1. 2

    A lot of good stuff, reading C++ errors is like learning an extra language on top of the C++ language, I can’t wait to try it out.

    How do I get at some private field?

    That one is interesting! I wonder how smart it is.

    For instance in the following example:

    class foo
    {
    public:
      std::pair<int, int> get_coordinates() const { return std::make_pair(m_x, m_y); }
    
    private:
      int m_x;
      int m_y;
    };
    
    
    void test(foo *ptr)
    {
      if (ptr->m_x >= 3)
        ;// etc
    }
    

    I wonder if the compiler would be able to figure out that m_x is accessible via ptr->get_coordinates().first ?

    1. 2

      Hah, you’re also cross-posting to HN as I am.

      1. 1

        :) yes, the author was able to reply on HN and even took time to open a suggestion on GCC’s bugzilla

      2. 1

        According to godbolt’s trunk gcc, it is not smart enough:

        <source>: In function 'void test(foo*)':
        <source>:20:12: error: 'int foo::m_x' is private within this context
           if (ptr->m_x >= 3)
                    ^~~
        <source>:13:7: note: declared private here
           int m_x;
               ^~~
        Compiler returned: 1
        
      1. 3

        My understanding of AMP is that the technical limitations it imposes (compared to a regular HTML/JS webpage) is exactly for this purpose: Be able to cache on CDN is one thing, but more importantly be able to preload pages at will.

        The author makes a good point by saying that Google has an advantage because while you’re spending time browsing the Google’s page (or Google assistant or else on Android), it can perform all those pre-fetching in the background.

        But to be 100% accurate, I don’t think this statement is fully true:

        Taking that page from 2–8s to instant performance is something only Google is capable of, because it is the only entity in the world controlling the most important information portal: search.

        Apple on iOS devices, or Microsoft on Windows, or RandomDev on “MyCoolNewsApps”, or a Firefox add-on, or Facebook could do it too, or even the NYTimes on their own website. But to date only Google has spent the time/$ writing the AMP clients.

        And given enough time spent on the platform, caching on any Google CDN AMP server, or even any AMP cache server could be unnecessary, as long as the prefetching algorithm is smarter than you and predict all the pages you want to read before you tap on the link to read them.

        The most important requirement for AMP pages to be successfully perceived as fast is that you spend a lot of time on the platform (or the platform has the capability of pre-fetching with close to perfect accuracy in the background)

        Preloading is exclusive to AMP. Google does not preload non-AMP pages. If Google would have a genuine interest in speeding up the whole web on mobile, it could simply preload resources of non-AMP pages as well.

        As qznc mentions, there might exist some technical limitation of non AMP pages that prevents this from happening. And with AMP pages Google can guarantee that the pages sizes are small enough and not too stressing on compute. It would piss off users really fast if Chrome started to preload multi Mb / java script heavy pages without the users consent, draining both data usage and battery.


All of the records are to be copied out exactly, with nothing left out.

**Dataset excerpts**

--- START ---

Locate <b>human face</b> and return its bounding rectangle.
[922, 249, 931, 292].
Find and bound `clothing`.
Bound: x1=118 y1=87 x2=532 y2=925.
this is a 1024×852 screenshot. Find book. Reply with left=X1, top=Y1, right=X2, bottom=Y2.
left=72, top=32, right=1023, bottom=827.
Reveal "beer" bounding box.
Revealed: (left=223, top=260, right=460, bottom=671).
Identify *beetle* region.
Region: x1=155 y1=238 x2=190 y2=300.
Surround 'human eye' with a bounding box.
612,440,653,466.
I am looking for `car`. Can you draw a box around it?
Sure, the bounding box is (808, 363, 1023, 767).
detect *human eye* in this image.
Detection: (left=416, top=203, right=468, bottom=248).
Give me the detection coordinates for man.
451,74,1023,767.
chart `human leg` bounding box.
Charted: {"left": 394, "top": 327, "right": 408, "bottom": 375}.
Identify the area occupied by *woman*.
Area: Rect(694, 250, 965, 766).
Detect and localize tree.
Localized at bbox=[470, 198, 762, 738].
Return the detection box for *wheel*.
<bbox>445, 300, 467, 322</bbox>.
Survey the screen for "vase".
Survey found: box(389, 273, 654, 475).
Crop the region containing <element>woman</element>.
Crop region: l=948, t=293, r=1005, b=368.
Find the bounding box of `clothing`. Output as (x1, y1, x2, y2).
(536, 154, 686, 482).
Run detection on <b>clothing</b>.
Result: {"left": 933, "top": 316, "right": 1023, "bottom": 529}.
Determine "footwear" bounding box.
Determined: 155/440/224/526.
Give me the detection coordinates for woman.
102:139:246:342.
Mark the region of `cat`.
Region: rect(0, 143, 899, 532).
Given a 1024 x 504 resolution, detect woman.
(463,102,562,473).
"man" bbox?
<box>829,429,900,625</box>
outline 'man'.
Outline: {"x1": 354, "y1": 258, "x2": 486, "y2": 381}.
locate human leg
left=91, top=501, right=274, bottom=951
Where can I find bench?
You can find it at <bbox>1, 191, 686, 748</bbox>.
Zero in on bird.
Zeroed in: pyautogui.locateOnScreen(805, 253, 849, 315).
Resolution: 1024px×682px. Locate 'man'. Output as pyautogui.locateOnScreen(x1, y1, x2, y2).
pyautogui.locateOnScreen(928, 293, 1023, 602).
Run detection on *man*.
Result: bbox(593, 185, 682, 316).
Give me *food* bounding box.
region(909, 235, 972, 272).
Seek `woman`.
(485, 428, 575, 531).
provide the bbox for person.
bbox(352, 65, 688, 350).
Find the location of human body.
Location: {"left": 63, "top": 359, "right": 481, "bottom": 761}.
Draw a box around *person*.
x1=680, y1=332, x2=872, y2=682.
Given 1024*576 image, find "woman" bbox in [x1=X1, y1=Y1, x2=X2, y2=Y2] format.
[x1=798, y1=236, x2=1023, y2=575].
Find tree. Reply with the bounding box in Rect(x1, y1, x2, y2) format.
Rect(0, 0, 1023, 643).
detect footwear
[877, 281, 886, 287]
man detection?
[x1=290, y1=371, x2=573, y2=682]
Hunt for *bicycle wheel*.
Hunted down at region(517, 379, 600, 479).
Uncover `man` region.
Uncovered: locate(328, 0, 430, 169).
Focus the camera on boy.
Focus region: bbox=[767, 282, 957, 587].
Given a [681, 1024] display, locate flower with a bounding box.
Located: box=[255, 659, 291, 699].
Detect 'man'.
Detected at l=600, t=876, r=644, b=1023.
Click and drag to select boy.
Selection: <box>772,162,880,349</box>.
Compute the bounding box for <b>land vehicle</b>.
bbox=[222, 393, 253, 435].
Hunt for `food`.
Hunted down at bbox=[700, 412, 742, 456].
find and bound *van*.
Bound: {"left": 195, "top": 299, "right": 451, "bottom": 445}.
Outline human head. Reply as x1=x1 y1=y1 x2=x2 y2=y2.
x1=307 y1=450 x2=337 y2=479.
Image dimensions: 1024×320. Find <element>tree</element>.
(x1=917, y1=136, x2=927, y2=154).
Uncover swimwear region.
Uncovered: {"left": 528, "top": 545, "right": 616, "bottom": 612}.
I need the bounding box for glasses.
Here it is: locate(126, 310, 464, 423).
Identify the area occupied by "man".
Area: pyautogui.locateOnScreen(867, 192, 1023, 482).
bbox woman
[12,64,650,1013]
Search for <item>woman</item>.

--- END ---

**Expected answer**
Locate <b>human face</b> and return its bounding rectangle.
[922, 249, 931, 292].
Find and bound `clothing`.
Bound: x1=118 y1=87 x2=532 y2=925.
this is a 1024×852 screenshot. Find book. Reply with left=X1, top=Y1, right=X2, bottom=Y2.
left=72, top=32, right=1023, bottom=827.
Reveal "beer" bounding box.
Revealed: (left=223, top=260, right=460, bottom=671).
Identify *beetle* region.
Region: x1=155 y1=238 x2=190 y2=300.
Surround 'human eye' with a bounding box.
612,440,653,466.
I am looking for `car`. Can you draw a box around it?
Sure, the bounding box is (808, 363, 1023, 767).
detect *human eye* in this image.
Detection: (left=416, top=203, right=468, bottom=248).
Give me the detection coordinates for man.
451,74,1023,767.
chart `human leg` bounding box.
Charted: {"left": 394, "top": 327, "right": 408, "bottom": 375}.
Identify the area occupied by *woman*.
Area: Rect(694, 250, 965, 766).
Detect and localize tree.
Localized at bbox=[470, 198, 762, 738].
Return the detection box for *wheel*.
<bbox>445, 300, 467, 322</bbox>.
Survey the screen for "vase".
Survey found: box(389, 273, 654, 475).
Crop the region containing <element>woman</element>.
Crop region: l=948, t=293, r=1005, b=368.
Find the bounding box of `clothing`. Output as (x1, y1, x2, y2).
(536, 154, 686, 482).
Run detection on <b>clothing</b>.
Result: {"left": 933, "top": 316, "right": 1023, "bottom": 529}.
Determine "footwear" bounding box.
Determined: 155/440/224/526.
Give me the detection coordinates for woman.
102:139:246:342.
Mark the region of `cat`.
Region: rect(0, 143, 899, 532).
Given a 1024 x 504 resolution, detect woman.
(463,102,562,473).
"man" bbox?
<box>829,429,900,625</box>
outline 'man'.
Outline: {"x1": 354, "y1": 258, "x2": 486, "y2": 381}.
locate human leg
left=91, top=501, right=274, bottom=951
Where can I find bench?
You can find it at <bbox>1, 191, 686, 748</bbox>.
Zero in on bird.
Zeroed in: pyautogui.locateOnScreen(805, 253, 849, 315).
Resolution: 1024px×682px. Locate 'man'. Output as pyautogui.locateOnScreen(x1, y1, x2, y2).
pyautogui.locateOnScreen(928, 293, 1023, 602).
Run detection on *man*.
Result: bbox(593, 185, 682, 316).
Give me *food* bounding box.
region(909, 235, 972, 272).
Seek `woman`.
(485, 428, 575, 531).
provide the bbox for person.
bbox(352, 65, 688, 350).
Find the location of human body.
Location: {"left": 63, "top": 359, "right": 481, "bottom": 761}.
Draw a box around *person*.
x1=680, y1=332, x2=872, y2=682.
Given 1024*576 image, find "woman" bbox in [x1=X1, y1=Y1, x2=X2, y2=Y2] format.
[x1=798, y1=236, x2=1023, y2=575].
Find tree. Reply with the bounding box in Rect(x1, y1, x2, y2) format.
Rect(0, 0, 1023, 643).
detect footwear
[877, 281, 886, 287]
man detection?
[x1=290, y1=371, x2=573, y2=682]
Hunt for *bicycle wheel*.
Hunted down at region(517, 379, 600, 479).
Uncover `man` region.
Uncovered: locate(328, 0, 430, 169).
Focus the camera on boy.
Focus region: bbox=[767, 282, 957, 587].
Given a [681, 1024] display, locate flower with a bounding box.
Located: box=[255, 659, 291, 699].
Detect 'man'.
Detected at l=600, t=876, r=644, b=1023.
Click and drag to select boy.
Selection: <box>772,162,880,349</box>.
Compute the bounding box for <b>land vehicle</b>.
bbox=[222, 393, 253, 435].
Hunt for `food`.
Hunted down at bbox=[700, 412, 742, 456].
find and bound *van*.
Bound: {"left": 195, "top": 299, "right": 451, "bottom": 445}.
Outline human head. Reply as x1=x1 y1=y1 x2=x2 y2=y2.
x1=307 y1=450 x2=337 y2=479.
Image dimensions: 1024×320. Find <element>tree</element>.
(x1=917, y1=136, x2=927, y2=154).
Uncover swimwear region.
Uncovered: {"left": 528, "top": 545, "right": 616, "bottom": 612}.
I need the bounding box for glasses.
Here it is: locate(126, 310, 464, 423).
Identify the area occupied by "man".
Area: pyautogui.locateOnScreen(867, 192, 1023, 482).
bbox woman
[12,64,650,1013]
Search for <item>woman</item>.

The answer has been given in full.